Culhane then put together a database—the first of its kind—to track who was coming in and out of the shelter system. What he discovered profoundly changed the way homelessness is understood. Homelessness doesn’t have a normal distribution, it turned out. It has a power-law distribution. “We found that eighty per cent of the homeless were in and out really quickly,” he said. “In Philadelphia, the most common length of time that someone is homeless is one day. And the second most common length is two days. And they never come back. Anyone who ever has to stay in a shelter involuntarily knows that all you think about is how to make sure you never come back.”

The next ten per cent were what Culhane calls episodic users. They would come for three weeks at a time, and return periodically, particularly in the winter. They were quite young, and they were often heavy drug users. It was the last ten per cent—the group at the farthest edge of the curve—that interested Culhane the most. They were the chronically homeless, who lived in the shelters, sometimes for years at a time. They were older. Many were mentally ill or physically disabled, and when we think about homelessness as a social problem—the people sleeping on the sidewalk, aggressively panhandling, lying drunk in doorways, huddled on subway grates and under bridges—it’s this group that we have in mind.

The article goes on to describe a project in Denver targeting not the general homeless population but the perceived problem of homelessness. This program targets what can be considered the classic ‘bum,’ the chronically homeless. But the idea is so strange, so anti-intuitive, that one could only imagine it coming from the pen of a radical socialist. But oddly one of the programs biggest proponents, not just in Denver, but nation wide, is George W. Bush.

The idea for solving the ‘problem’ of homelessness is simple. Give the homeless homes – for free, no strings attached. Apartments paid for by the government and supervised by a legion of social workers. Indeed, if chronically homeless drift off due to alcohol or drug excesses or they lose the apartment for some other reason; you give them another one, and another one. The Denver program is part of the nationwide effort, spearheaded by the administration, called the “Interagency Council on Homelessness

And at first blush, the idea sounds economically foolish. But here the data differs from the perception. The problem is that the chronically homeless, often mentally ill or physically disabled, create a disproportionate load on public support services, police, ambulance services or hospitals. The costs of incarceration, detoxification or medical care can run into the hundreds of thousands of dollars per year. Increasingly, social workers, activists and politicians have targeted these individuals to achieve visible results in the ‘war against homelessness.’ As a matter of fact, in a recent report summing up the results of Denver’s “Housing first collaborative” show exactly how much money can be saved.

This program doesn’t apply to all homeless; it is focused only on the chronically homeless and the lists are long for people to enter the program.

And of course in a meritocracy, the idea that one gives the most care to those who are the worst and don’t seem capable of self improvement seems odd.
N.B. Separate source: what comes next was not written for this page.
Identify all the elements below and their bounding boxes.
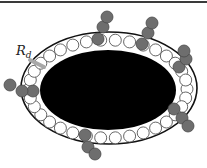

Until now most programs had required that the person become clean or dry or even get a job as a prerequisite for help with housing. While well meaning, many of these programs failed simply because the barrier was too high.

But back to the idea of refusing help to those who cannot help themselves. Societies have given up the idea of killing deformed babies, literally throwing them to the wolves; we care and nurture these children and adults even if it is obvious that they will never develop into productive individuals. But it is an anathema that an otherwise undamaged individual might not be able to survive the complexities of modern society; perhaps more than willing to work hard but unable to accept success; an individual fleeing as much from self hate as from society and reality. But these people need to learn to heal themselves, to bootstrap themselves into a community that arguably usually would never accept who they are.

Finally there is another hidden threat in this kind of program. The goal of the program is twofold, reduce spending on homeless programs and reduce the amount of ‘visible’ homelessness.

While both of these goals are laudable, one of the largest segments in the homeless population are not the truly homeless, but what I call the ‘roofless,’ those persons without a roof over their heads for a day, or a week or a month. The cause for this kind of situation is simple – money. One only needs to read Barbara Ehrenbach’s book Nickel and Dimed to understand how close many people are to just losing their grip on what is considered one of the basest rights, a roof over their heads.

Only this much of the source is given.